A BALLAD OF LORDS AND LADIES
"At Wycombe County Court ...
as Lords and Lady of the Manor of Turville ..."
A SECOND spring came round when fell
To save our land (men said) from Hell
Of Teuton tyranny her sons—
On what strange soil, to what strange guns.
And here on English sward where some
Unsacrificed remained at home
The mild commenting sage saw pass
The insensate strife of class with class
Men lived in England side by side
As sweetly as their brethren died
In Flanders, said the Optimist.
One instance to augment his list ...
In England, when the tranquil spring
Bought and endowed with suffering
Began, and the heroic year's
New wheat shot up through blood and tears
Of sacrifice its slender shoots;
When every elm-tree, its great roots
Confirmed in English agony,
Shook its red buds against the sky;
In April, when the country lifted
Its winter-smitten face and shifted
From sombre tenderness to smiles
The sun-swept champaign's miles on miles
And melody made the morning rich—
Then Lords and Ladies lined the ditch
With the same spear-shaped leaves that stood,
Noble and meek, beneath the Rood,
Dappled with Jesus Christ His Blood.
As emulous of those unfurled swords
One noble Lady and two Lords—
Whose names the chronicler rejoice,
One Mrs. Nairne and Lord Camoys
And Mr. Hewitt—did consort
To sue in Wycombe County Court
"A cottager," one Walter West:
And did from that tribunal wrest
A strong injunction to affray
The man from "cutting thorn or may
Or trespassing" where the Manor's hand
Lay on "the waste or common land
Of Turville." With the noble Three's
Victory went the lawyers' fees—
"Costs, and one shilling damages."
Now, even in war-time, when one-half
Our ink wells forth in epitaph
And every quill their fate commends
Who lay down lives to save their friends,
There should be gall enough for those
Who lay down laws to snare their foes;
A little monument or cairn
For my Lord Camoys, Mrs. Nairne
And Mr. Hewitt, who, while hosts
Of English cottagers on coasts
Unknown went down to death, effaced
One cottager from Turville Waste;
Conserving in this world of scorns
Their brambles for the Crown of Thorns.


## What is being asked:
Copy, exactly as written, the lines that begin at the one containing "Image is 644x362 pixels." and end at the one containing "Image is 644x364 pixels.". Skip any pictures in the data below.

## Record set:
※
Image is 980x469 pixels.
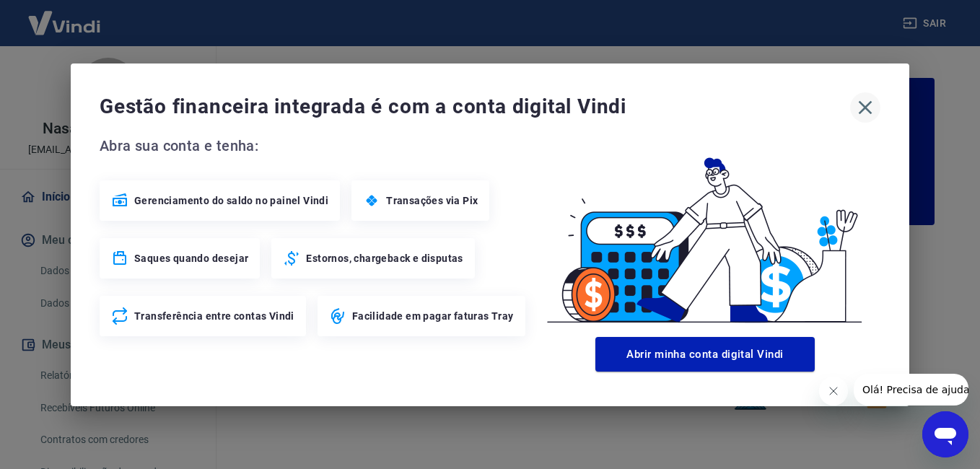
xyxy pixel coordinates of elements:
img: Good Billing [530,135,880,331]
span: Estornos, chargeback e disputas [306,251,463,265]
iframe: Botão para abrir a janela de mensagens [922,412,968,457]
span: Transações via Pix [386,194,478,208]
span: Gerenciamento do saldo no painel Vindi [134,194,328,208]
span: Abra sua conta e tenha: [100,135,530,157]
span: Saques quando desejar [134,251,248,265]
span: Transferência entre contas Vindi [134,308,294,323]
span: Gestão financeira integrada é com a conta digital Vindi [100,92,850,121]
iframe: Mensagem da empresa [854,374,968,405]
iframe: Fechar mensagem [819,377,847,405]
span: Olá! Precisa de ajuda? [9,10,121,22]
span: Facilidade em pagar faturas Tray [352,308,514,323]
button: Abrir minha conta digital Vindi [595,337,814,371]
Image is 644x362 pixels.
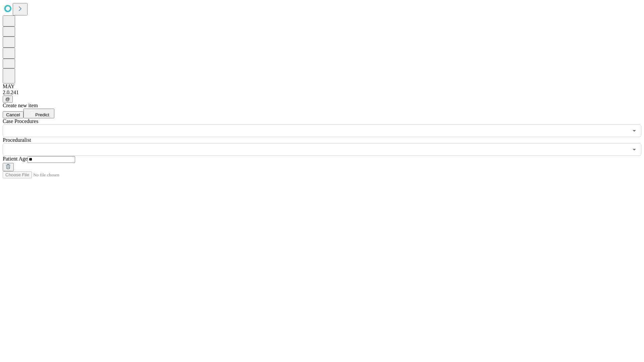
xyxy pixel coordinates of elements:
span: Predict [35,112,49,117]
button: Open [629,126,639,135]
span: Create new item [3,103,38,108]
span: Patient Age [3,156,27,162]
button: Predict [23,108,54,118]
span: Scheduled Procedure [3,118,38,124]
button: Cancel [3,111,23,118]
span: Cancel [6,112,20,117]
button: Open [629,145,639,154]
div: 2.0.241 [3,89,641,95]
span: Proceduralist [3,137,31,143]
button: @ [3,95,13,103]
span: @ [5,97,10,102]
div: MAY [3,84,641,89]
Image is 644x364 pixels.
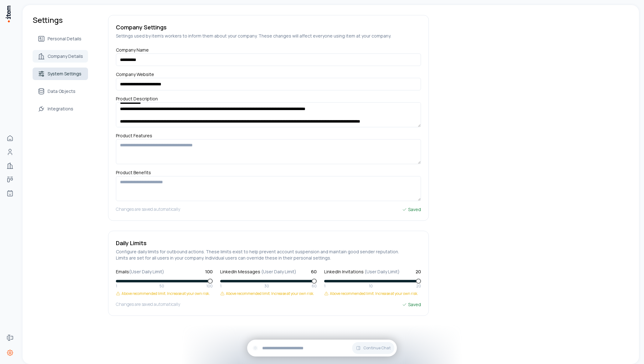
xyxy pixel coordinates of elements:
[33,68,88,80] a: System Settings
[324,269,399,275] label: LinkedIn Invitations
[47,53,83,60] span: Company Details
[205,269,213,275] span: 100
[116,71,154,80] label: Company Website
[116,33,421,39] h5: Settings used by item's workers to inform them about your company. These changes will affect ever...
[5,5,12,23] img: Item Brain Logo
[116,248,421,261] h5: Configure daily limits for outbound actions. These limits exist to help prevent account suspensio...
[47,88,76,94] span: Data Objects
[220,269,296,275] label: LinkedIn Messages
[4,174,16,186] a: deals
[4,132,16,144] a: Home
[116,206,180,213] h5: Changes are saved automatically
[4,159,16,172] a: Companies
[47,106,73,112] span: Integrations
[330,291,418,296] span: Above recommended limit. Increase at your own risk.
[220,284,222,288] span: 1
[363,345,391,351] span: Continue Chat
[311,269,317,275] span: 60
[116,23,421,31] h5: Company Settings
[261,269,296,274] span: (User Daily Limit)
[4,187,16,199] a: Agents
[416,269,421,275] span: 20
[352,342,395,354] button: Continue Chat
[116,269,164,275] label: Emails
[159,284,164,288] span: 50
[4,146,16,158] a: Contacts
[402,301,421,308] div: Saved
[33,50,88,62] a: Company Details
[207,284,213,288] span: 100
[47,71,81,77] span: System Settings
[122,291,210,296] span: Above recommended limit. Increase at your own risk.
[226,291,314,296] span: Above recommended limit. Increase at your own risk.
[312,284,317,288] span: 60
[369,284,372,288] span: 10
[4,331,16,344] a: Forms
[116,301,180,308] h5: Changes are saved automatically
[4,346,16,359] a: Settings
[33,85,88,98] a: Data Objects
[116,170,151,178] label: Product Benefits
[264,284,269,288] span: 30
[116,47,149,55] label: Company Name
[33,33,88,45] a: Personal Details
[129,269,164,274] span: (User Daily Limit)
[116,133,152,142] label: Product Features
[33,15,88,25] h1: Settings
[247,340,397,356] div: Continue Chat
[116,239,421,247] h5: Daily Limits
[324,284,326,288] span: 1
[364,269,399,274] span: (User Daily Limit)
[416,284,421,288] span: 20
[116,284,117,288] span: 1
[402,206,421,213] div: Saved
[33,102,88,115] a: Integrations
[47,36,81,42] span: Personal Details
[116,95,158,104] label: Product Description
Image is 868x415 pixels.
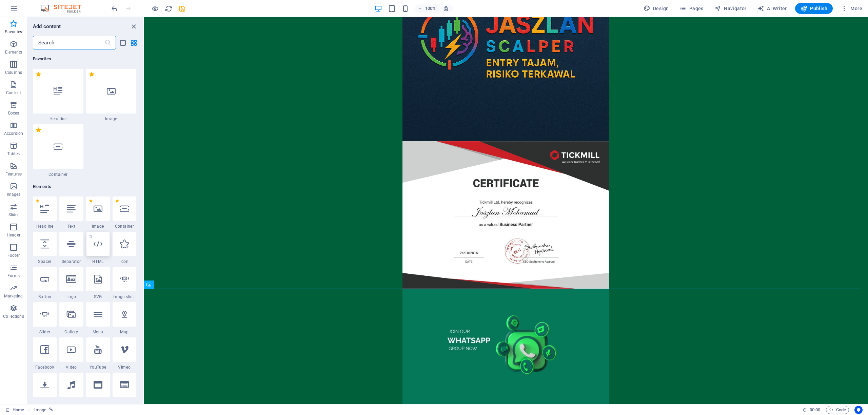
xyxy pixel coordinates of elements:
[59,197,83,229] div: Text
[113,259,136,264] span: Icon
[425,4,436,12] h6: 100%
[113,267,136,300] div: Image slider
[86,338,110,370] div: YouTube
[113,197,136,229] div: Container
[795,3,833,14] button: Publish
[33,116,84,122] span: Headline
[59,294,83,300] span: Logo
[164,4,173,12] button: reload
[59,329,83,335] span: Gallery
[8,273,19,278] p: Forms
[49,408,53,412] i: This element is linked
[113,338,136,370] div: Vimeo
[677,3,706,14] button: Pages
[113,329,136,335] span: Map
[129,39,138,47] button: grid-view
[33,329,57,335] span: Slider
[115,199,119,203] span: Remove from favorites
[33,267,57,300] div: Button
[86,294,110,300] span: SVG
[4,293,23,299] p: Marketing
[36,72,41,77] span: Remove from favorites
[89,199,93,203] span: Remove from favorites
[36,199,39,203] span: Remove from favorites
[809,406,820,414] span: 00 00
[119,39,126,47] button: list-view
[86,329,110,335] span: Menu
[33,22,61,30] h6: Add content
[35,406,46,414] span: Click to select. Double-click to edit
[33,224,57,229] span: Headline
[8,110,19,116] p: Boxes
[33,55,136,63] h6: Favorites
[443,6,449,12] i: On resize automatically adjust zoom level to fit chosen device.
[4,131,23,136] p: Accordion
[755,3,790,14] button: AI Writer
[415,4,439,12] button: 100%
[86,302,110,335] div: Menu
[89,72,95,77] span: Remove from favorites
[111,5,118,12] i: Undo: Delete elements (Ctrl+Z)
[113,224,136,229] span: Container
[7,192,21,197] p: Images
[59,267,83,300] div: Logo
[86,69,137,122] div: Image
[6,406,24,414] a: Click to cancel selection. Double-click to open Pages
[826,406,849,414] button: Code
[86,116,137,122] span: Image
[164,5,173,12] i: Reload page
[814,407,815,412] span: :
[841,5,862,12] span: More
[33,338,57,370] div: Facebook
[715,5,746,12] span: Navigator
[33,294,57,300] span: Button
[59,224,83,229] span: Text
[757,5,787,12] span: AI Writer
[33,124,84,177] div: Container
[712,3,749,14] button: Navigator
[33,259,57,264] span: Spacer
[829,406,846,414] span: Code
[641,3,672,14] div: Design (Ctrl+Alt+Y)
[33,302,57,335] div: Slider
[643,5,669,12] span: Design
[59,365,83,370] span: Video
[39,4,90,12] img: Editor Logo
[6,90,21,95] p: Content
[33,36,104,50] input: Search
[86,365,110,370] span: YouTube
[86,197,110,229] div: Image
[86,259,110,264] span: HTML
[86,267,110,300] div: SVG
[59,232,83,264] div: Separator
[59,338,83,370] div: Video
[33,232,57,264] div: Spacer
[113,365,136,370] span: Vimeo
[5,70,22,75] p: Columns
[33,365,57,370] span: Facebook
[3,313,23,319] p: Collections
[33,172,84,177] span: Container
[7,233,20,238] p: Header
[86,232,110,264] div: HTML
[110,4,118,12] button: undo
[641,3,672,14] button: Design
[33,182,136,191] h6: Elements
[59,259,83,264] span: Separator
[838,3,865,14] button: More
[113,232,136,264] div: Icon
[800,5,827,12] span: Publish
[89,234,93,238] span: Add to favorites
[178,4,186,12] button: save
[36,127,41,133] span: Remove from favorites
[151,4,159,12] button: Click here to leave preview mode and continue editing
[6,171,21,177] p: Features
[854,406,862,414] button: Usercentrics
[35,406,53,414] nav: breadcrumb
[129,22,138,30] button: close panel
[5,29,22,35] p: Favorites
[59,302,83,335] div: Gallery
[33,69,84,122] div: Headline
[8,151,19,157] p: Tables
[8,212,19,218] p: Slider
※
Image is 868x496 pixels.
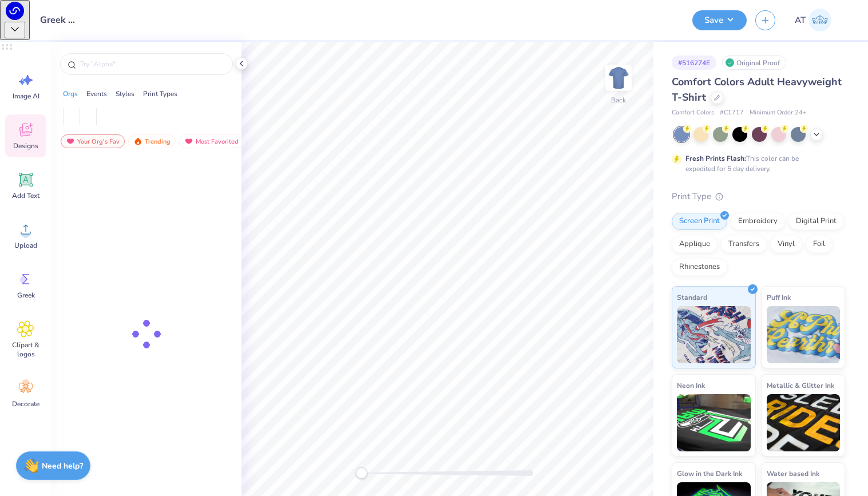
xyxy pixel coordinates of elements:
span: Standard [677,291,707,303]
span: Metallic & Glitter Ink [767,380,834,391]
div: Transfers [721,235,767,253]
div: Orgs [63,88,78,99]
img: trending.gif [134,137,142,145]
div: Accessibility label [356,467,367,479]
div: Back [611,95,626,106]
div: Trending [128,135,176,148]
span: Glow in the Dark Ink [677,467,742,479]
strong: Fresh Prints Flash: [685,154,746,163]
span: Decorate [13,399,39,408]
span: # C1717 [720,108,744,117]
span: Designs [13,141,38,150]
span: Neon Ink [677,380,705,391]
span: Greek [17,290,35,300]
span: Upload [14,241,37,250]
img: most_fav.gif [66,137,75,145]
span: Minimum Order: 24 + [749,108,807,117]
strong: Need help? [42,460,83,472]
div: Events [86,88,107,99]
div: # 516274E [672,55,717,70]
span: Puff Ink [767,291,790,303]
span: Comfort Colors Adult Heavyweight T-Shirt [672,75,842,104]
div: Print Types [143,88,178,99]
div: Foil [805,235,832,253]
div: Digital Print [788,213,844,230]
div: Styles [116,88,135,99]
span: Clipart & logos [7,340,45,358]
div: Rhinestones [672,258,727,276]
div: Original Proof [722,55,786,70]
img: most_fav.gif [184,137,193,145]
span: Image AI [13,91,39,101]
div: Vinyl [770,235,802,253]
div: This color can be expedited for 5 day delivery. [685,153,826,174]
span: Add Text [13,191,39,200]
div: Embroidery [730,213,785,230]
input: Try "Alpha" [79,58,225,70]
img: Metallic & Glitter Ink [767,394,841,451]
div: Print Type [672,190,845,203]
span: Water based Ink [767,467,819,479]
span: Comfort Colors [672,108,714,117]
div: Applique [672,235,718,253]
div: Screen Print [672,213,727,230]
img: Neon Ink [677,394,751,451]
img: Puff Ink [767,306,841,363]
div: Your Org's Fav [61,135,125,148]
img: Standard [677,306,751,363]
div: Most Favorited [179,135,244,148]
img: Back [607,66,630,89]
※
## Solution for this task:
Image is 644x362 pixels.
xyxy pixel coordinates of elements:
span: Predict [35,112,49,117]
button: Open [629,126,639,135]
span: Create new item [3,103,38,108]
span: Patient Age [3,156,27,162]
button: Predict [23,108,54,118]
span: Scheduled Procedure [3,118,38,124]
button: Cancel [3,111,23,118]
span: Cancel [6,112,20,117]
button: Open [629,145,639,154]
div: 2.0.241 [3,89,641,95]
span: Proceduralist [3,137,31,143]
button: @ [3,95,13,103]
span: @ [5,97,10,102]
div: MAY [3,84,641,89]
Image is 644x364 pixels.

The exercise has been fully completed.